Apple App Attest and Secure Enclave
ZCAM uses the Secure Enclave to store signing keys and Apple's App Attest service to ensure that a photo was signed by the ZCAM SDK.
App Attest is designed to let backend services verify that requests are coming from a legitimate app. It works by generating a signing keypair in the device's secure enclave that only the specific app can access. Apple then attests that the keypair was generated on that app and that the app itself has not been tamepred such that any subsequent signatures are guaranteed to originate from it.

The App Attest protocol provides an attestation from Apple's servers, bound to a unique nonce and the public key of the secure enclave keypair. The app attaches this attestation to requests so the receiving service can verify authenticity.
ZCAM uses App Attest differently in two ways:
- The nonce is unique per photo and is derived on the device itself, rather than received from a backend service.
- The attestation can be verified directly (bindings verification) or inside a zero-knowledge proof (ZK verification), rather than by a backend service.

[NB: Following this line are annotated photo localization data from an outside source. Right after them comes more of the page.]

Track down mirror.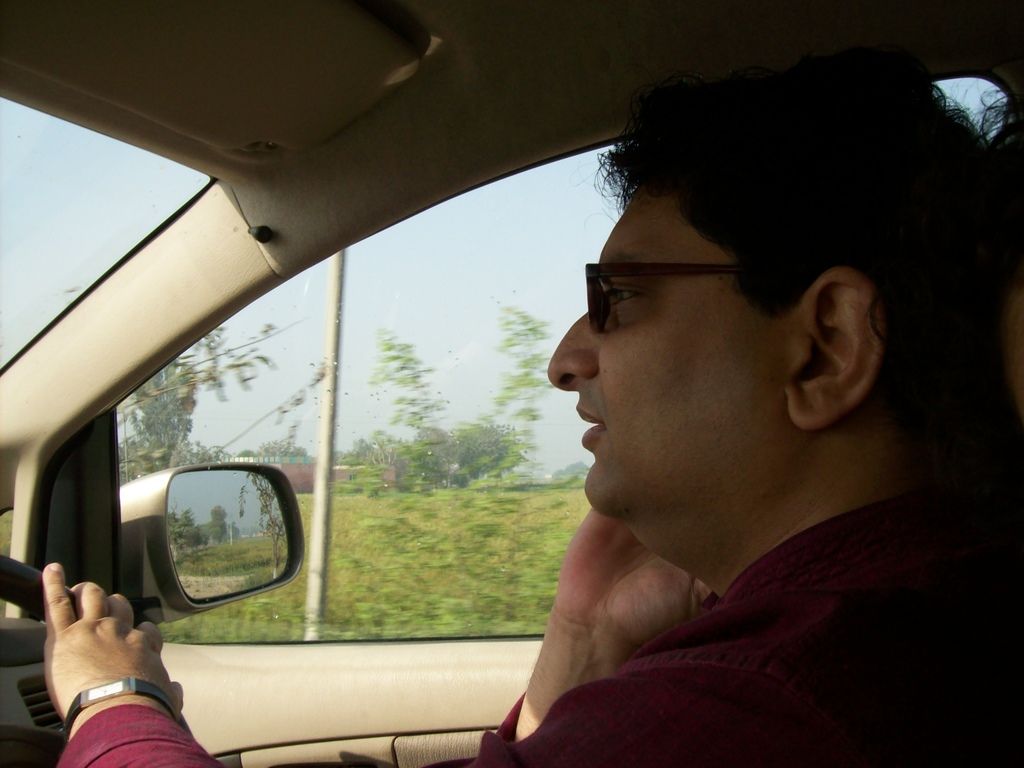
Tracked to rect(167, 470, 291, 602).
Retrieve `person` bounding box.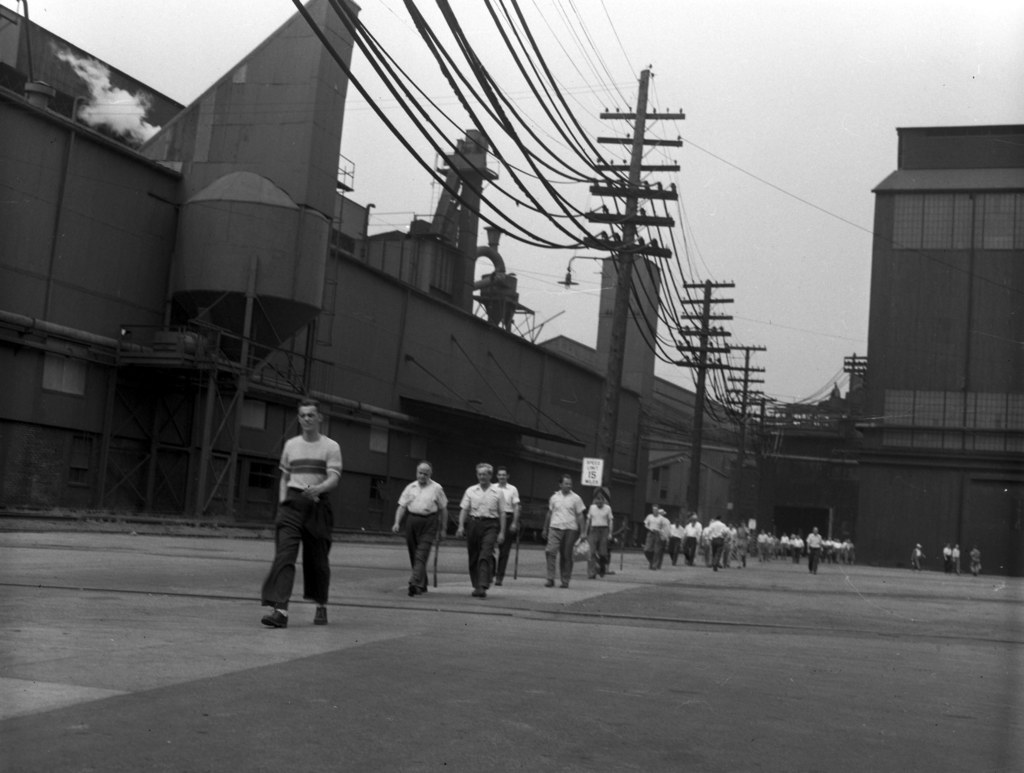
Bounding box: {"left": 262, "top": 399, "right": 344, "bottom": 633}.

The Secure Enclave is a coprocessor in Apple devices that provides an isolated environment for cryptographic operations. Keys stored in the Secure Enclave cannot be extracted or copied, are protected even if the device is compromised, and can only be used by the app that created them. ZCAM stores both the device key (for signing photo hashes) and the content key (for signing C2PA manifests) in the Secure Enclave. This ensures that even if an attacker gains device access, they cannot forge signatures using the ZCAM signing key.
C2PA
ZCAM uses C2PA to embed attestation data (and optionally zero-knowledge proofs), proving that the photo was taken on an iPhone and signed using a secure enclave key that only the ZCAM SDK can access.
See the C2PA page for in-depth information on C2PA and how ZCAM uses C2PA.
SP1 Zero-Knowledge Proofs
Zero-knowledge proofs let one party prove to another that a statement is true without revealing anything beyond the statement's validity.

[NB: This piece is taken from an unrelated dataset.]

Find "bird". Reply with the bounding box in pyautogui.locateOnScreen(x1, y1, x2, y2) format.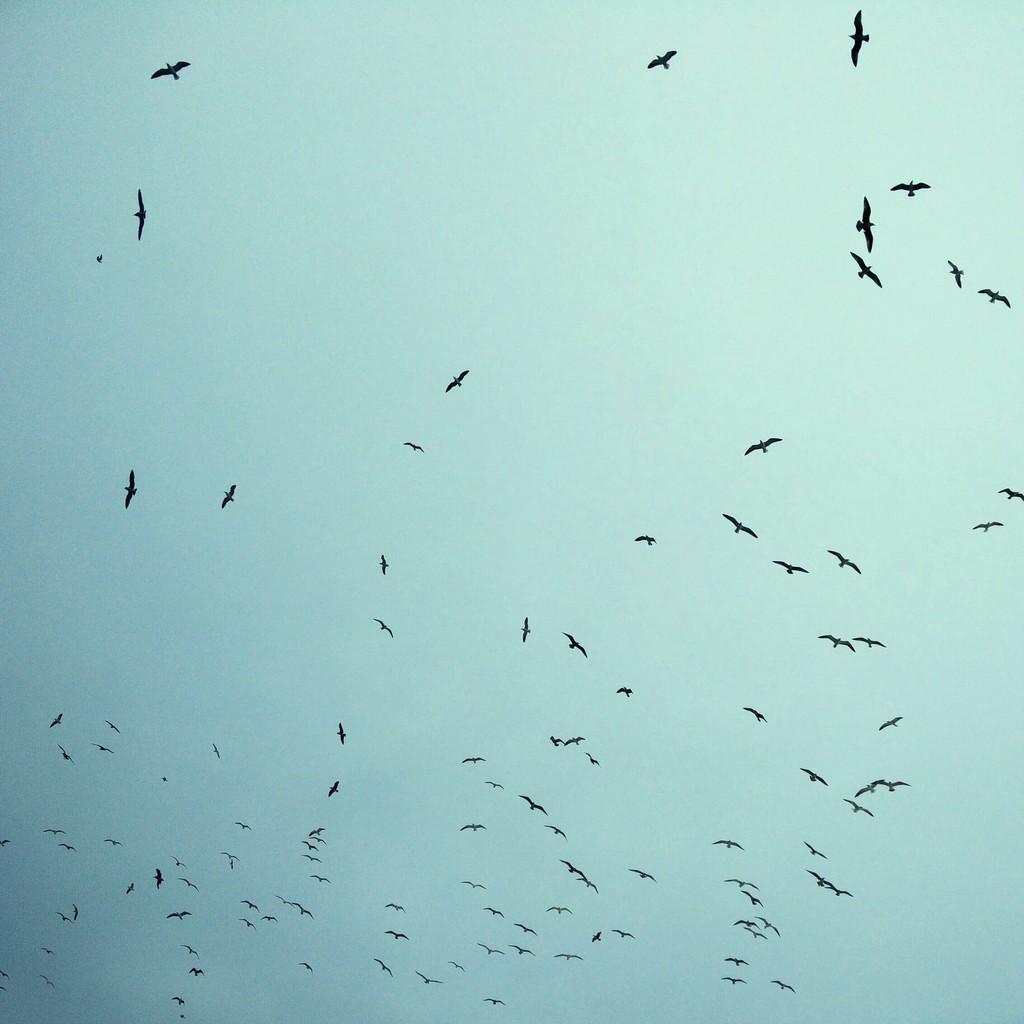
pyautogui.locateOnScreen(851, 191, 875, 252).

ZCAM uses SP1, Succinct's zero-knowledge virtual machine (zkVM). SP1 proves the correct execution of programs compiled for the RISC-V architecture, meaning it can run and prove programs written in Rust, C++, C, or any language that compiles to RISC-V.

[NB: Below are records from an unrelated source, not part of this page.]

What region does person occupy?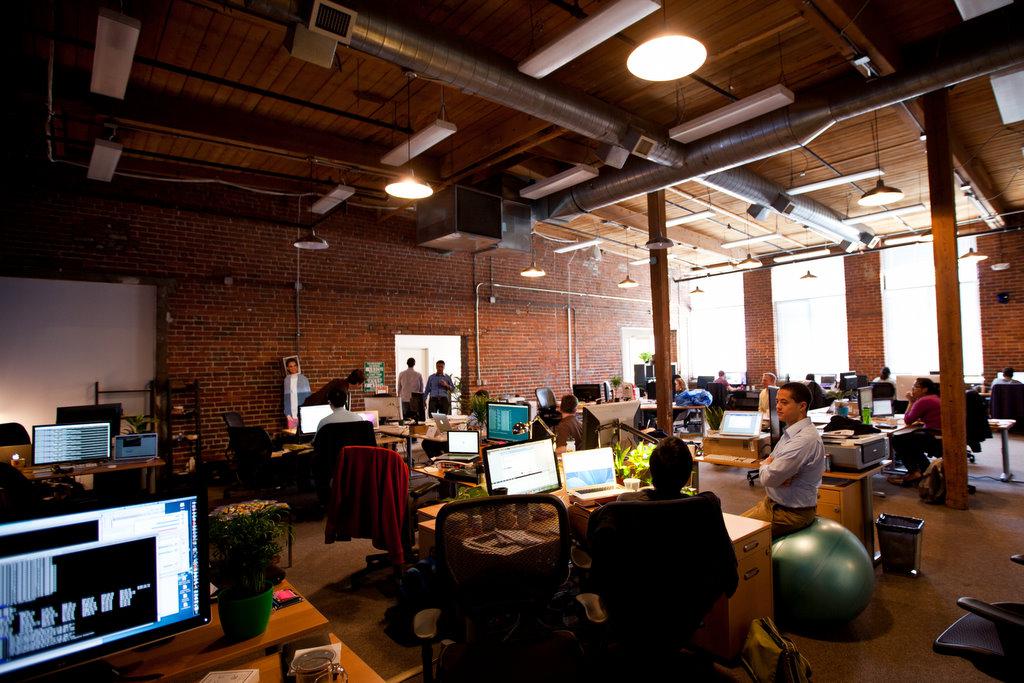
left=755, top=369, right=777, bottom=427.
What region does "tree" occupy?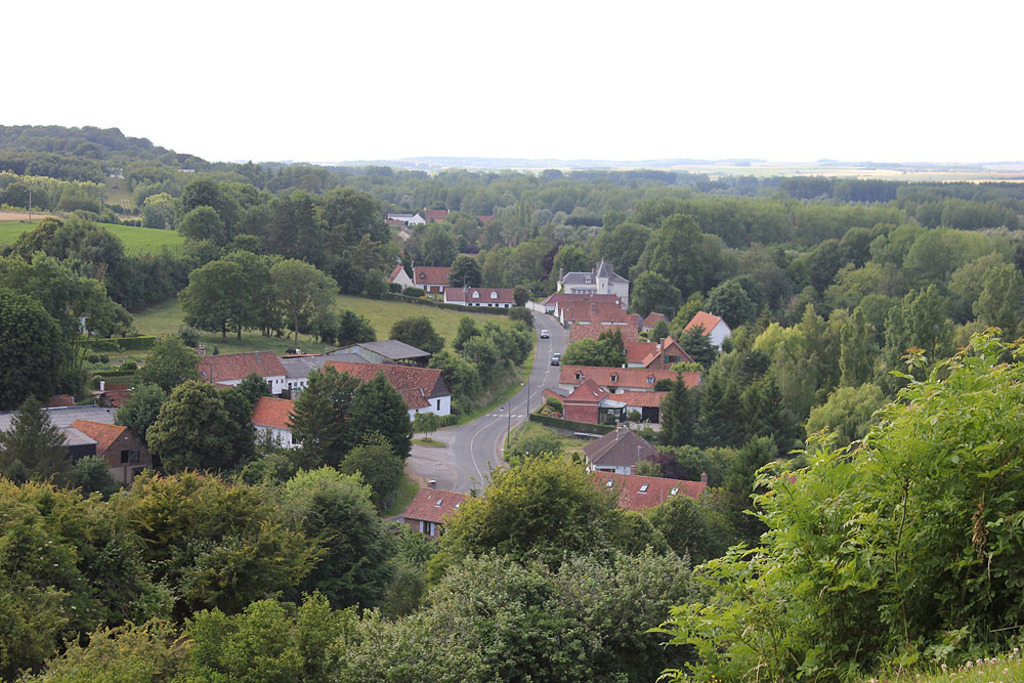
416,456,673,682.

SP1 offers three key benefits:
- Maintainability: Write ZK programs in standard Rust without custom DSLs or complex circuits
- Faster Development: Skip months of low-level ZK engineering
- Performance: State-of-the-art proving speed and efficiency, benchmarked in production
In ZCAM, SP1 generates proofs that verify the photo was signed with a valid Apple App Attest key, the signature matches the photo hash, and the attestation chain is valid. These proofs are small, fast to verify, and don't reveal the underlying attestation data.
As mentioned above, zero knowledge proofs are optional. You can use ZCAM with bindings verification alone. ZK proofs add privacy guarantees but require internet access to request proofs from the Succinct Prover Network. There is also higher latency given the time required for the network to prove the verification of an attestation.